An MoU Is Not Peace—It Is Misleading Language That Paves the Way for More War

June 14, 2026

What an MoU means in the context of a war is confusing and misleading. Is the war over when it is signed? Or is it a pause until there is a misunderstanding?

Kathy Gannon Substack

As with so much surrounding the Iran war, which the United States and Israel began in February, truth has been elusive and words have lost much of their meaning.

A cease fire agreement does not cease the firing. A peace agreement is not an agreement. Instead it is a Memorandum of Understanding.

Pakistan’s Prime Minister Shehbaz Sharif and U.S. President Donald Trump have been claiming on social media, of course that there is an agreement on the Iran war and says Sharif “peace has never been this close as it is now.”

What exactly an MoU is in the context of a war is a bit of a mystery. Also an MoU has an inoffensive, business-like sound to it. It’s as if the brutal reality of war, the deaths of innocents, homes destroyed, children killed, is made invisible behind the inoffensive MoU. It is manipulative and it should be more than a little offensive to anyone who values words and reality.

And what does it even mean?

Is the war over when it is signed? Or is it on pause until/if the Memorandum of Understanding is misunderstood? Who decides whether there is a misunderstanding?

Can an MoU be interpreted as a peace agreement? Would breaking an MoU be a declaration of war? If it is, would the U.S. administration this time be required to seek permission to go to war?

The reality is that this MoU, if it is signed, is not a peace agreement. It does not end the Iran war, a war that has killed nearly 4,000 Iranians, destroyed homes, and devastated countless lives. Nothing is over. It is simply a pause in fighting while the warring sides agree to talk about the issues, they have been unable to resolve until now, like the Strait of Hormuz and Iran’s nuclear enriched material.

If one peels away the layers, this MoU, if it is signed, appears to be little more than a 60-day breathing space for President Donald Trump, who is desperate for an off ramp. This MoU allows him to kick the war down the road until he can recover some political ground at home ahead of the November mid-term elections in the United States?

If the MoU opens the Strait of Hormuz to unfettered traffic and gas prices at the pumps in America (which really is all that matters to most Americans), Trump will be able to tell mid-term voters he was right all along: The pain at the pumps was temporary.

This latest “peace has never been this close” moment is not hopeful—it is manipulative, detached from reality, and dangerously effective at normalizing memorandums as a substitute for real peace.

If this is where we are headed, wars may no longer end at all. They will simply be deferred—one evasive compromise, one sanitized memorandum, one future battlefield at a time—while innocents are killed, families are torn apart, and homes are reduced to rubble beneath the deceptively harmless language of an MoU.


**Brief**
Beginning at the top of the data below, write out every line exactly until you reach the line with "This screenshot has", and include that line.

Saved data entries
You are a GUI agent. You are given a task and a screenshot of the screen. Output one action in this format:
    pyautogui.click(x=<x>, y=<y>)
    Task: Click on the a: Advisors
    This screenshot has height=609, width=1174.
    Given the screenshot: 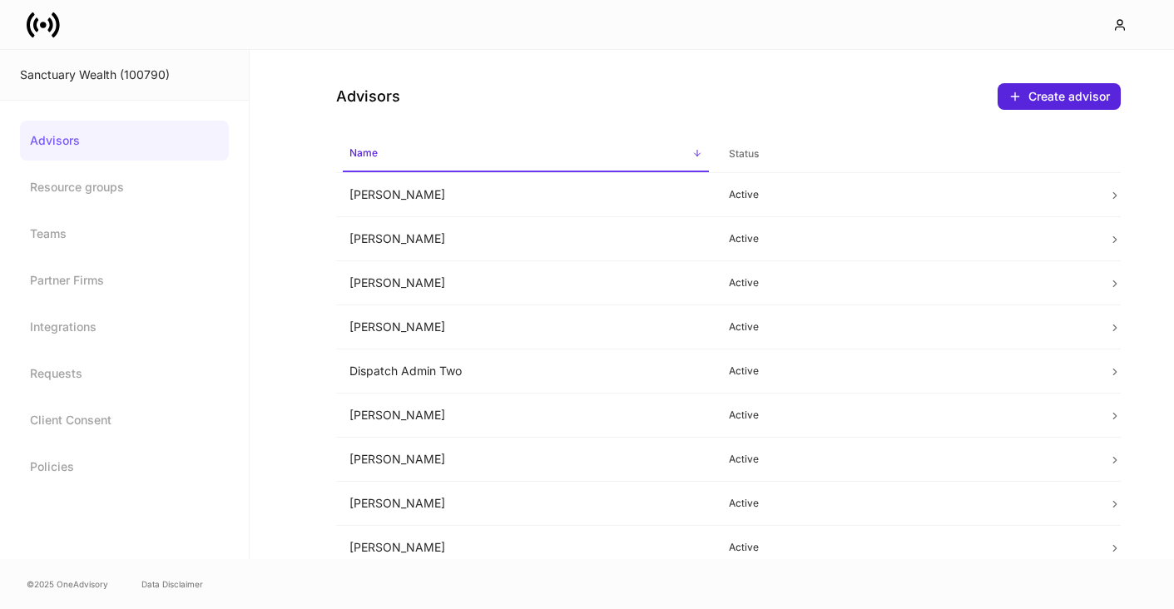 What is the action you would take?
    pyautogui.click(x=124, y=141)
    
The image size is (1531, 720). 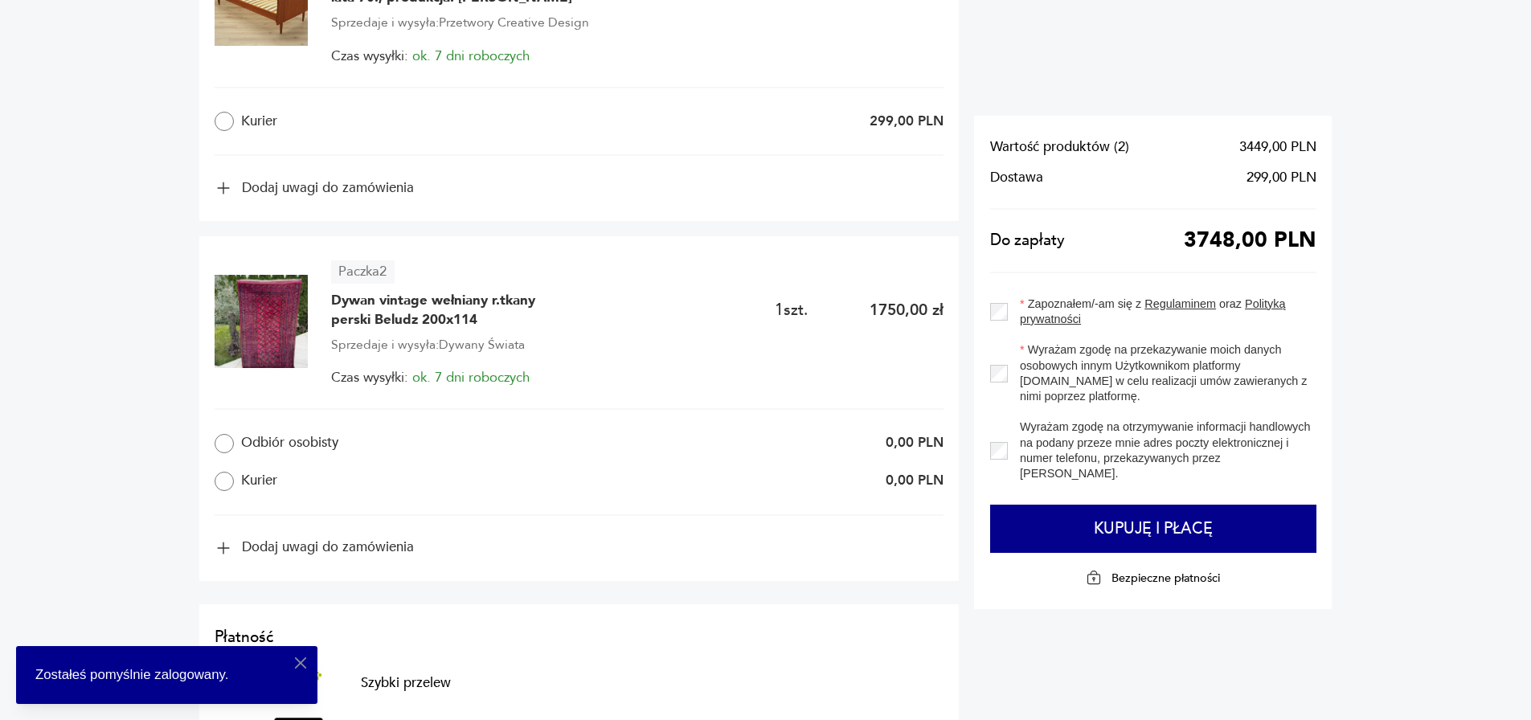 I want to click on span: 3748,00 PLN, so click(x=1250, y=240).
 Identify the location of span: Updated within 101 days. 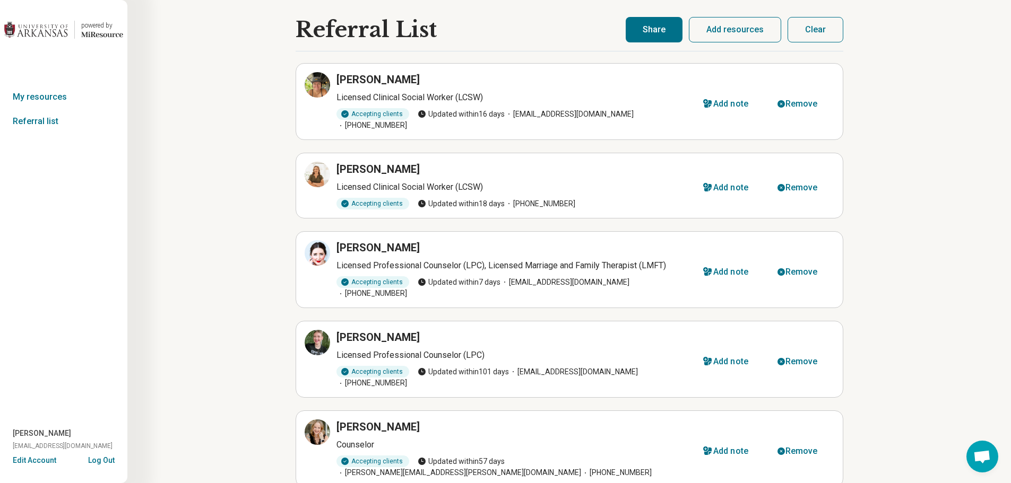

**Response box**
You are a GUI agent. You are given a task and a screenshot of the screen. Output one action in this format:
    pyautogui.click(x=<x>, y=<y>)
    Task: Click on the a: Advisors
    This screenshot has height=609, width=1174.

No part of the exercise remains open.